HMRC will typically respond within 90 days. In practice, well-prepared applications from established operators move faster than that. Applications from new entities, or from operators with recent compliance issues, take longer and may be refused.

Why discharging on time matters

The single most important operational discipline in transit is timely discharge. Every open movement consumes a slice of the reference amount, and every overdue movement triggers an enquiry procedure that, if unresolved, ends in a demand against the guarantee.

The time limit is set at the office of departure based on the routing and distance — typically a few days for a short Channel crossing, longer for movements involving multiple offices of transit. The principal must ensure:

  • The driver presents the goods at the declared office of destination within the time limit.
  • The office of destination accepts the goods and the discharge message reaches NCTS.
  • Any delay at the office of destination — for example, queues at an inland border facility — is logged and explained.

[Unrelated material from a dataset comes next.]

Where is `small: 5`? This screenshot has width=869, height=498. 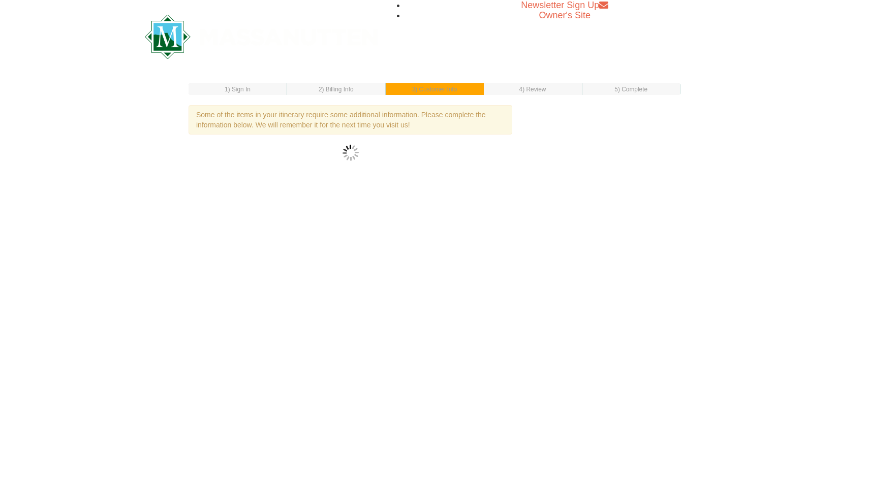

A movement that misses its time limit is not automatically a guarantee claim, but it does open an HMRC enquiry. The principal has 28 days to provide evidence of arrival; failing that, HMRC can demand the guaranteed amount.

Talk to T2 Transit about your guarantee structure

Whether you are setting up your first CCG, applying for a guarantee waiver, or trying to optimise the reference amount you already have, T2 Transit can guide you through HMRC's application process and help you build the discharge discipline that keeps your guarantee usage low. Contact our team for a no-obligation review.